The only one way Tuesday's vote will be protected is if citizens show up at the polls with cameras, note pads, cell phones and lawyers.

Harvey Wasserman and Bob Fitrakis

November 3, 2008

Barack Obama heads to Election Day with a razor-thin, six-point lead in the popular polls in Ohio, according to the usually reliable Columbus Dispatch poll. This means that the Buckeye State could again decide who enters the White House in January, despite the fact that nationwide Obama’s lead has been registered as high as 12 percent.

In a country with truly fair elections, a reliable vote count, and no Electoral College, such a lead should be commanding. But in the America of 2008, it will be enough only if tens of thousands of grassroots election protection activists, rallied primarily through the independent Internet, can protect voter registrations, guarantee the ability to vote at the polling stations and somehow procure an accurate, untampered-with vote count.

In short, it depends on you and your willingness to protect American democracy. It will not be the pundits or campaign managers who decide the outcome—it will be the get-out-the-vote activists, the poll workers, the monitors and observers, the election protection attorneys, the video-the-voters and the vote count investigators.

The story of the stolen elections of 2000 and 2004 is now all too familiar. Three stolen senatorial races in 2002 gave George W. Bush pivotal clout to wage a catastrophic war and destroy the American economy. In 2006, Democrats made substantial gains in Congress, but were denied numerous additional seats in races where they failed miserably to protect the franchise. Voters in Ohio elected a new governor and secretary of state, but only by overcoming the loss of 12 percent of the vote predicted by pre-election polls. The votes were stolen by disenfranchisement and electronic “irregularities” or “glitches.”

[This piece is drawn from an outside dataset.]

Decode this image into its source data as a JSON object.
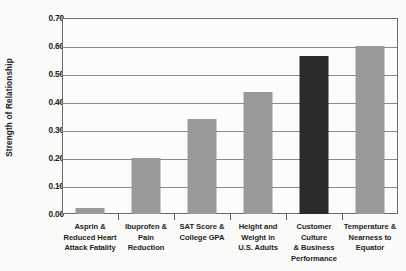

Throughout the decade, the election protection movement has been sustained by the Internet. Both the Democratic Party and corporate media have avoided the question of stolen elections like the plague. Last month the “left” media again attacked grassroots election protection as Andrew Gumbel wrote contemptuously in The Nation of “underqualified” Internet reporters who “breathlessly” document the Bush/Rove larceny.

That means you.

Now the Democrats are e-mailing appeals for election protection monitors. Through a message from Florida Congresswomen Deborah Wasserman-Schulz (no relation), the Democrats are raising money for a vaguely defined “protect the vote” effort, ignoring the fact that John Kerry raised $7 million for such an effort in 2004, then walked away from the election. A Democratic video refers to the nightmare of Florida 2000 and “stories” heard about Ohio 2004. James Carville, who loudly threw in the towel from his televised bloviator perch in 2004 while 250,000 votes were still uncounted in Ohio, has also jumped on the election protection bandwagon.

Maybe this year the Democrats will actually do something about protecting the vote. Maybe, if they carry the White House, they will actually correct some of the abuses that put George W. Bush in power, as some have begun to do in Ohio and elsewhere. After all, election irregularities will not only affect Obama, they’ve already affected Oprah.

But ultimately there is only one way Tuesday’s vote will be protected–if thousands of committed, independent public citizens show up at the polls with cameras, note pads, cell phones and lawyers, bound and determined to protect this election.

If the electronic vote on a computerized voting machine starts hopping from your candidate to another, or just fades away and poll workers do nothing–we’re asking voters to dial 911 and make an emergency report on felony election-tampering. Demand that the malfunctioning machine be immediately quarantined as a crime scene.

If Obama wins, the doubters and deceivers will cry “no wolf” in reverse, and dismiss the efforts of those who have written, organized and shown up at the polls to protect the vote. “He would have won anyway,” they’ll say.

But we will know otherwise. Only if you turn up on Election Day will the networks be discussing a McCain/Palin defeat on Wednesday.

If we see you at the polls, we can all share in an Internet-based victory party on Wednesday. Then we can spend the rest of the century working to guarantee that nothing like the Bush nightmare can ever happen again.

Harvey WassermanHarvey Wasserman is senior editor of FreePress.org and co-author, with Bob Fitrakis of As Goes Ohio.


Bob FitrakisBob Fitrakis is publisher of Free Press.org.